In the nine years I’ve been dealing with the comics, I have only been able to convince the editor to add the cost of one new strip, Leigh Rubin’s Rubes, and that was only after a sustained campaign of beautifully parsed logical arguments whining on my part. With declining revenues, that’s not going to happen again.
I was able to make one positive contribution though. Our paper took a major reduction in size earlier this year. That made the six columns of our page layout even narrower. And since comics have long been running in a three-column-wide format, they were set to get significantly smaller. So I did a redesign of the page. We are now running the comics four columns wide, which increased the relative size of each strip from what they were before the downsizing. The other two columns we fill with panel cartoons and the crossword.

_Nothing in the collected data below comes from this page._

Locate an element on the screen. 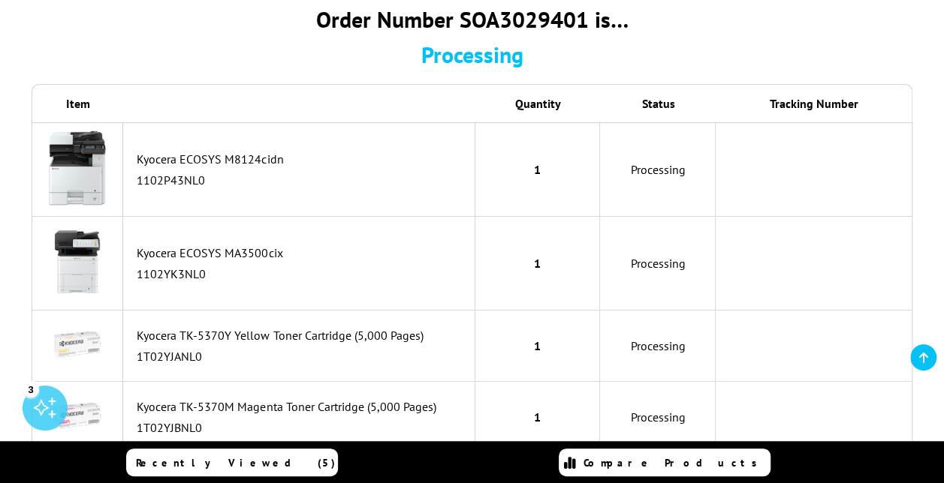  div: Processing is located at coordinates (471, 54).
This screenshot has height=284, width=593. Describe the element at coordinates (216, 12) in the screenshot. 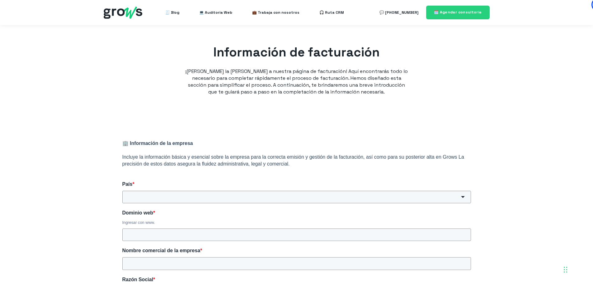

I see `a: 💻 Auditoría Web` at that location.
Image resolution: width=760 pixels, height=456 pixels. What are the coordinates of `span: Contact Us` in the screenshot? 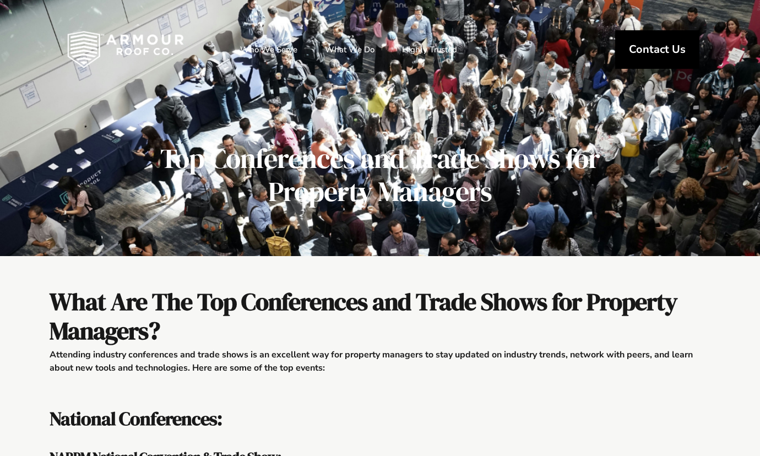 It's located at (657, 50).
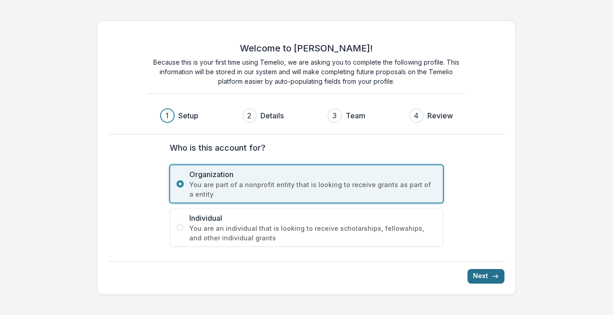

As you can see from the list above, we have a choice of the “classic” or the “tall” Peanuts. Classics are proportioned the way they were before a previous size reduction in the standard newspaper page. The tall ones are proportioned more for skinnier widths.
So I’m running the classic Peanuts across the whole six columns at the top of the page. Not only does it unify the page, but it gives readers a choice. The state’s major daily, which has a decent circulation in our town, just 90 miles from the big city, runs the tall Peanuts, which have a different strip each day than the classic Peanuts. It’s a minor thing, but the reader who buys both the big city daily and ours will see two different Peanuts strip. One tiny incentive to buy us as well.
People really like the larger sized strips and the way they look on the page, which is some consolation. Now if we could just upgrade the content…
One other development. Creator’s Syndicate now offers newspapers the opportunity to run all of their comics on the newspapers’ websites with no cash out of pocket for the newspapers. They send templates which automatically pick up fresh comics every day. All they want in return is to run an ad on each comics page and take the revenue from that. They also provide space on each comic page for us to sell ads ourselves and keep the revenue. Its an interesting model.
Sreators Syndicate seems to be the most xartoonist friendly of the bunch. Does it seem like that from your perspective, Hometownboy?
Quite the opposite. I’m not informed enough beyond hearsay, but I’ve heard other cartoonists refer to them as “the bottom feeders of the syndicate world.” They’ve been said to offer dirt cheap rates to newspapers for their strips, which, in turn, short-changes the artists.